Nomad Code Snippets

To fulfill desired security properties, Nomad certificates can be signed with their region and role in their certificate Common Name such as:

  • client.global.nomad for a client node in the global region
  • server.us-west.nomad for a server node in the us-west region

Let's take a look at how these certificates are validated in the code.

Standard TLS

In the Golang standard tls package in common.go L511-L522 there's the ability to supply a function which can do additional verification of a peer certificate.

// VerifyPeerCertificate, if not nil, is called after normal
// certificate verification by either a TLS client or server. It
// receives the raw ASN.1 certificates provided by the peer and also
// any verified chains that normal processing found. If it returns a
// non-nil error, the handshake is aborted and that error results.
//
// If normal verification fails then the handshake will abort before
// considering this callback. If normal verification is disabled by
// setting InsecureSkipVerify, or (for a server) when ClientAuth is
// RequestClientCert or RequireAnyClientCert, then this callback will
// be considered but the verifiedChains argument will always be nil.
VerifyPeerCertificate func(rawCerts [][]byte, verifiedChains [][]*x509.Certificate)

Nomad Server

Nomad wires this up in their tls config in server.go L451-L447:

func getTLSConf(enableRPC bool, tlsConf *tlsutil.Config, region string) (*tls.Config, tlsutil.RegionWrapper, error) {
var tlsWrap tlsutil.RegionWrapper
var incomingTLS *tls.Config
if !enableRPC {
return incomingTLS, tlsWrap, nil
}
tlsWrap, err := tlsConf.OutgoingTLSWrapper()
if err != nil {
return nil, nil, err
}
itls, err := tlsConf.IncomingTLSConfig()
if err != nil {
return nil, nil, err
}
if tlsConf.VerifyServerHostname {
incomingTLS = itls.Clone()
incomingTLS.VerifyPeerCertificate = rpcNameAndRegionValidator(region)
} else {
incomingTLS = itls
}
return incomingTLS, tlsWrap, nil
}

Specifically in the if tlsConf.VerifyServerHostname {} where it sets the function to rpcNameAndRegionValidator(region).

This method is defined later on in server.go L479-L497:

// implements signature of tls.Config.VerifyPeerCertificate which is called
// after the certs have been verified. We'll ignore the raw certs and only
// check the verified certs.
func rpcNameAndRegionValidator(region string) func([][]byte, [][]*x509.Certificate) error {
return func(_ [][]byte, certificates [][]*x509.Certificate) error {
if len(certificates) > 0 && len(certificates[0]) > 0 {
cert := certificates[0][0]
for _, dnsName := range cert.DNSNames {
if validateRPCRegionPeer(dnsName, region) {
return nil
}
}
if validateRPCRegionPeer(cert.Subject.CommonName, region) {
return nil
}
}
return errors.New("invalid role or region for certificate")
}
}

And validateRPCRegionPeer is right below, in server.go L499-L515:

func validateRPCRegionPeer(name, region string) bool {
parts := strings.Split(name, ".")
if len(parts) < 3 {
// Invalid SAN
return false
}
if parts[len(parts)-1] != "nomad" {
// Incorrect service
return false
}
if parts[0] == "client" {
// Clients may only connect to servers in their region
return name == "client."+region+".nomad"
}
// Servers may connect to any Nomad RPC service for federation.
return parts[0] == "server"
}

Where the interesting happen when we check if the first part is a client or a server.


WHAT IS NEEDED
All lines in the data that hold the word "States" need copying.

Excerpts from a figure dataset
________

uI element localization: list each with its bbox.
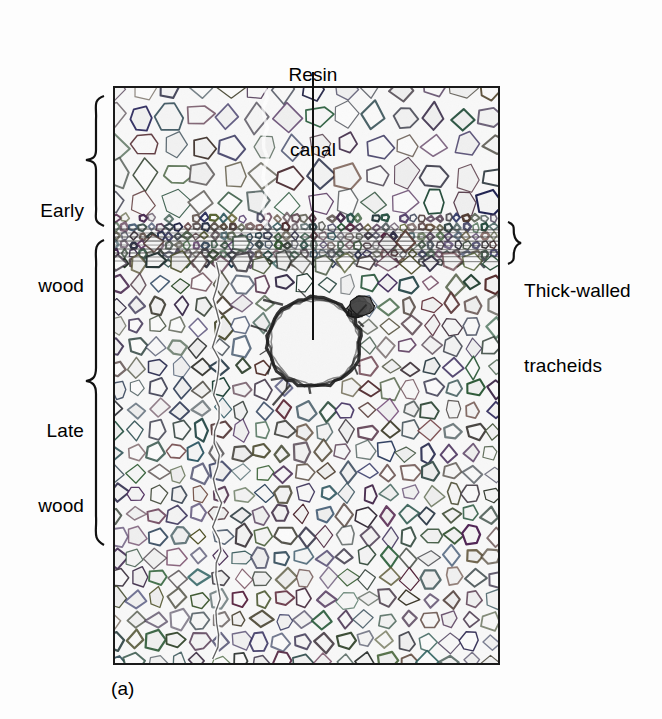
thick-walled-tracheids-label: Thick-walled tracheids xyxy=(524,228,662,428)
late-wood-brace xyxy=(86,240,104,545)
early-wood-label: Early wood xyxy=(8,148,84,348)
late-wood-label-line1: Late xyxy=(8,418,84,443)
thick-walled-tracheids-brace xyxy=(508,222,521,264)
wood-anatomy-figure: Resin canal Early wood Late wood Thick-w… xyxy=(0,0,662,719)
late-wood-label: Late wood xyxy=(8,368,84,568)
resin-canal-label: Resin canal xyxy=(249,12,377,212)
panel-caption: (a) xyxy=(111,676,135,701)
early-wood-label-line2: wood xyxy=(8,273,84,298)
thick-walled-tracheids-label-line2: tracheids xyxy=(524,353,662,378)
resin-canal-label-line2: canal xyxy=(249,137,377,162)
resin-canal-label-line1: Resin xyxy=(249,62,377,87)
thick-walled-tracheids-label-line1: Thick-walled xyxy=(524,278,662,303)
early-wood-label-line1: Early xyxy=(8,198,84,223)
late-wood-label-line2: wood xyxy=(8,493,84,518)
early-wood-brace xyxy=(86,96,104,226)
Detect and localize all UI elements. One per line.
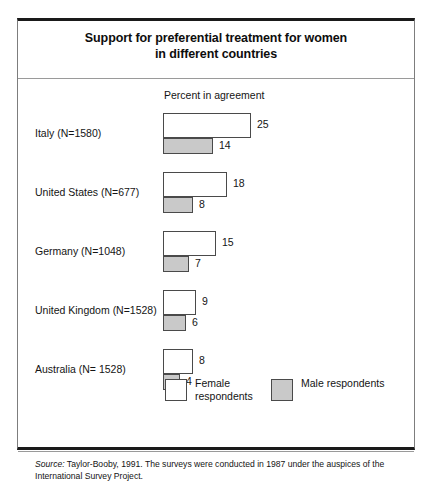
chart-row-united-states: United States (N=677) 18 8 xyxy=(18,168,414,224)
bar-female xyxy=(163,231,216,256)
chart-row-united-kingdom: United Kingdom (N=1528) 9 6 xyxy=(18,286,414,342)
bar-male xyxy=(163,256,189,272)
chart-row-italy: Italy (N=1580) 25 14 xyxy=(18,109,414,165)
category-label: United States (N=677) xyxy=(35,186,139,198)
page-title-line-1: Support for preferential treatment for w… xyxy=(36,30,396,46)
bar-value-female: 18 xyxy=(233,177,245,189)
bar-value-male: 7 xyxy=(195,257,201,269)
bar-male xyxy=(163,197,193,213)
figure-frame: Support for preferential treatment for w… xyxy=(17,18,415,450)
bar-female xyxy=(163,113,251,138)
bar-value-female: 8 xyxy=(199,354,205,366)
source-text: Taylor-Booby, 1991. The surveys were con… xyxy=(35,459,384,481)
bar-value-female: 9 xyxy=(202,295,208,307)
bar-male xyxy=(163,138,213,154)
bar-value-male: 6 xyxy=(192,316,198,328)
bar-male xyxy=(163,315,186,331)
category-label: Australia (N= 1528) xyxy=(35,363,126,375)
source-divider xyxy=(18,451,414,452)
bar-chart: Percent in agreement Italy (N=1580) 25 1… xyxy=(18,79,414,399)
category-label: United Kingdom (N=1528) xyxy=(35,304,157,316)
legend-label-female: Female respondents xyxy=(195,377,279,403)
bar-value-female: 15 xyxy=(222,236,234,248)
category-label: Italy (N=1580) xyxy=(35,127,101,139)
bar-female xyxy=(163,349,193,374)
bar-female xyxy=(163,172,227,197)
chart-legend: Female respondents Male respondents xyxy=(18,377,414,417)
figure-title-block: Support for preferential treatment for w… xyxy=(18,21,414,70)
legend-swatch-male-icon xyxy=(271,379,293,401)
category-label: Germany (N=1048) xyxy=(35,245,125,257)
legend-label-male: Male respondents xyxy=(301,377,385,390)
bar-value-female: 25 xyxy=(257,118,269,130)
bar-value-male: 8 xyxy=(199,198,205,210)
page-title-line-2: in different countries xyxy=(36,46,396,62)
source-label: Source: xyxy=(35,459,65,469)
chart-row-germany: Germany (N=1048) 15 7 xyxy=(18,227,414,283)
axis-caption: Percent in agreement xyxy=(164,89,264,101)
bar-female xyxy=(163,290,196,315)
legend-swatch-female-icon xyxy=(165,379,187,401)
bar-value-male: 14 xyxy=(219,139,231,151)
source-note: Source: Taylor-Booby, 1991. The surveys … xyxy=(35,459,400,482)
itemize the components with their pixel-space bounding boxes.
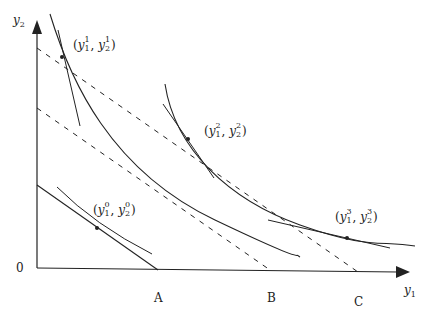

________

THE COMPLETED TASK
chart-row-united-states: United States (N=677) 18 8 xyxy=(18,168,414,224)
category-label: United States (N=677) xyxy=(35,186,139,198)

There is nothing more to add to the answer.